|
|
The Quick and the Dead
[I]t at once struck me that under these circumstances favourable
variations would tend to be preserved and unfavourable ones to be
destroyed.... Here, then, I had at last got a theory by which to
work.
Charles Darwin,
The Autobiography of Charles Darwin
Few people will risk jail to copy and try to sell a product that anyone anywhere in the world can legally and almost instantly get (plus continuous updates) for roughly thirty-five cents a day. When any one copy of a book has a marginal price of about a dollar, every book can always be in print and distribution can be cheap, immediate, and widespread. In such a world, both pirates and used-book stores will cease to exist, and publishers won't need to copy-protect their books.
Publishers could then tailor their books to specific groups of subscribers, based on information that subscribers volunteer about their tastes and interests. Eventually publishers could even tailor books to individual subscribers, thus becoming immune to the raids of pirates producing uniform copies of one version of each book. Nobody would buy off-the-shelf clothes if tailor-made ones were just as cheap and available.
Yet, while interesting, a future full of electronic books won't be a simple world. Eventually the communication, computation, and entertainment heavyweights will weigh in and crush most of the small fry. Even that, of course, might be good in the long run, since to do so they'll have to use economies of scale to bring the price of display technology low enough for the general public to afford it; and they'll have to promote it heavily to develop a big enough market for them to swim in. Once that first tidal wave passes, however, small independents will start up again to service various niche markets.

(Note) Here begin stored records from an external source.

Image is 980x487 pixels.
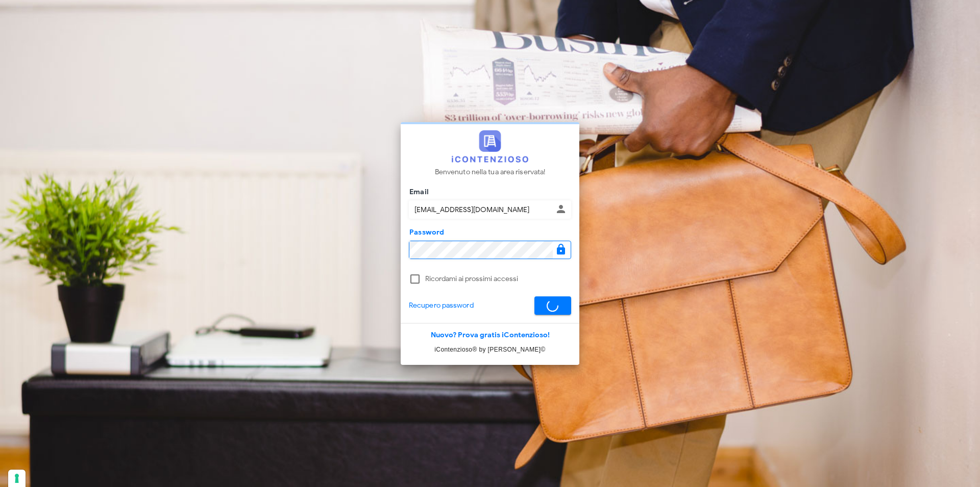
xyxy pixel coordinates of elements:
p: Benvenuto nella tua area riservata! [435,166,546,178]
label: Email [406,187,429,197]
a: Nuovo? Prova gratis iContenzioso! [431,331,549,339]
p: iContenzioso® by [PERSON_NAME]© [401,344,579,354]
input: Inserisci il tuo indirizzo email [410,201,552,218]
label: Ricordami ai prossimi accessi [426,274,571,284]
button: Le tue preferenze relative al consenso per le tecnologie di tracciamento [8,469,26,487]
label: Password [406,227,444,238]
a: Recupero password [409,300,474,311]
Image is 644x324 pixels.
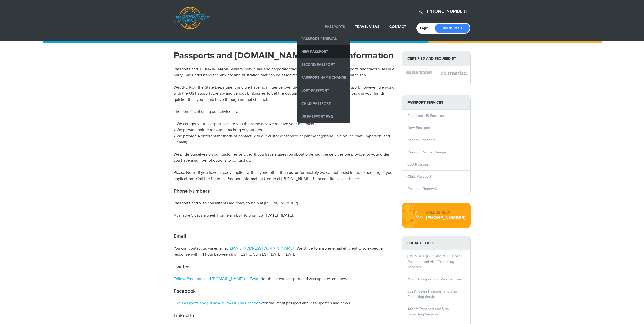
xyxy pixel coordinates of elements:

To put all that change in perspective, it might be helpful to look at Western Europe in the middle years of the fifteenth century, just before and during the early days of printing. The most virulent outbreaks of the Black Death had just passed, and the economy was beginning to recover. Chaucer had been dead for fifty years, Columbus was an infant, and Shakespeare wouldn't be born for another hundred years. England, Scotland, Ireland, and Wales were still independent countries. France, just recovering from yet another long and pointless war with England, was a set of feudal duchies and principalities. Germany didn't exist yet; it was still a set of warring princes rattling around in a power vacuum. Italy was fragmented politically. One of its independent city-states---Venice---thanks to its stranglehold on Asian trade, was the single richest European power. Spain was simply four kingdoms---three Christian, one Islamic. Constantinople had just fallen to the Turks, and all Europe seemed sure to soon follow. Most medieval Europeans viewed the future with despair, thinking that their best days were behind them.
This was the setting into which printing emerged in the 1450s and everything immediately started to change. Living in a dark time, Europeans used the new books to spread the fire of knowledge everywhere, and that fire nursed along a Renaissance, a rebirth. Everywhere, new attitudes and new inquiries took shape and blossomed. Everywhere, ancient authority and ancient custom were questioned.
The changes were not solely the result of printing of course. But print played a large part by improving the speed of creation and the dissemination of knowledge, which always lead to big changes in how we live and what we think.
Still, every change has a potential negative side; that's why so many of us fear it. The bacteria that caused the Black Death, for example, had been living in rodents in central Asia for who knows how long. They were introduced into Europe only when Europeans started to form permanent long-distance trade links with Asia. Now they're all over the world. No matter where you live, if you camp out or live with a pet near a wooded area anywhere on earth, you too could catch it.
Change is frightening, because it can have unknown side effects. But it's also inevitable. Established publishers should brace themselves for heavy weather ahead. The world they're used to, the world they've grown comfortable in for the past five hundred years, is about to change again. Once again life-forms are about to be divided into the quick and the dead. The dinosaur killer has already descended through the atmosphere. And now it's about to hit.